Humor

The Marketers’ Anthem

Dedicated to “consumer whisperers, mother targeters and brand guardians,” this video by Toronto-based Open Creative Company satirically celebrates the feats of advertising marketers. It was made as a call for entries appeal for Strategy magazine’s Marketer of the Year. The words and sentiments in “The Marketers’ Anthem” are all too true, but the male voiceover, dripping with tongue-in-cheek gravitas, pokes good natured fun at the achievements of men and women who “moved us to vote, follow, share, pin, tweet, retweet and like” everything from underarm deodorant, cookies, toilet paper and shampoo. The video taps into the bipolar reality of marketing people who are both proud and a bit embarrassed by what they do.

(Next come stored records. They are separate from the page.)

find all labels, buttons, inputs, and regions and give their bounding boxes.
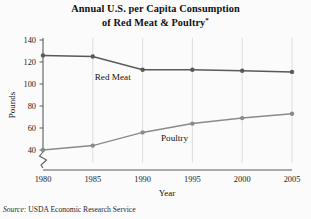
y-axis-title: Pounds bbox=[7, 91, 17, 118]
data-point bbox=[91, 143, 95, 147]
x-tick-label-1990: 1990 bbox=[134, 175, 151, 184]
data-point bbox=[240, 116, 244, 120]
x-tick-label-1995: 1995 bbox=[184, 175, 201, 184]
y-tick-label-40: 40 bbox=[28, 146, 36, 155]
chart-figure: Annual U.S. per Capita Consumption of Re… bbox=[0, 0, 311, 200]
data-point bbox=[91, 54, 95, 58]
source-text: USDA Economic Research Service bbox=[26, 205, 135, 214]
source-note: Source: USDA Economic Research Service bbox=[3, 205, 136, 214]
data-point bbox=[290, 112, 294, 116]
data-point bbox=[190, 68, 194, 72]
x-tick-label-1985: 1985 bbox=[84, 175, 101, 184]
data-point bbox=[190, 121, 194, 125]
y-tick-label-140: 140 bbox=[23, 36, 36, 45]
x-axis-title: Year bbox=[159, 188, 176, 198]
data-point bbox=[41, 53, 45, 57]
y-tick-label-100: 100 bbox=[23, 80, 36, 89]
data-point bbox=[240, 69, 244, 73]
data-point bbox=[41, 148, 45, 152]
x-tick-label-2000: 2000 bbox=[234, 175, 251, 184]
x-tick-label-1980: 1980 bbox=[35, 175, 52, 184]
source-label: Source: bbox=[3, 205, 26, 214]
data-point bbox=[140, 130, 144, 134]
series-label-poultry: Poultry bbox=[161, 133, 188, 143]
data-point bbox=[290, 70, 294, 74]
y-tick-label-80: 80 bbox=[28, 102, 36, 111]
series-label-red-meat: Red Meat bbox=[95, 72, 131, 82]
x-tick-label-2005: 2005 bbox=[284, 175, 301, 184]
data-point bbox=[140, 68, 144, 72]
y-tick-label-120: 120 bbox=[23, 58, 36, 67]
chart-screenshot: Annual U.S. per Capita Consumption of Re… bbox=[0, 0, 311, 219]
plot-area: 140 120 100 80 60 40 Pounds 1980 1985 19… bbox=[0, 0, 311, 200]
y-tick-label-60: 60 bbox=[28, 124, 36, 133]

On the one hand, they know their marketing campaigns are the engines that drive the economy. On the other hand, they know that their days, months, years are spent debating how to express the exceptional softness of a brand of toilet paper, or the virtues of one floor mop over another, or the desirability of frozen pop-tarts. No one has yet won a Nobel Prize for market advertising, so it is good that the industry hosts its own awards. Only a jury of your peers can really appreciate the monumental accomplishment of making a cleaning product stylish and exciting. Bravo.

Technology

iPad Magic Convergence

German magician Simon Pierro reviews the iPad iOS, demonstrating feats through sleight-of-hand and digital illusions. Aside from the fact that Pierro is an awesome performance artist, you have to admire his code-writing genius. He had to have spent hours designing apps and editing video and then working out split-second timing to have the image on the screen materialize seamlessly as a real object in hand. It used to be that magicians worked with smoke and mirrors, now the act is man and machine. Although this is entertainment masquerading as product demo, it is a clever sales pitch for iPad engineering – color clarity, speed, multi-screen patterns, instantaneous rotation of images so they can enter screen right and exit screen left or the other way around. At a trade show, Pierro’s act is sure to stop passersby in their tracks, and leave people marveling not only over what a great magician can do, but the iPad too.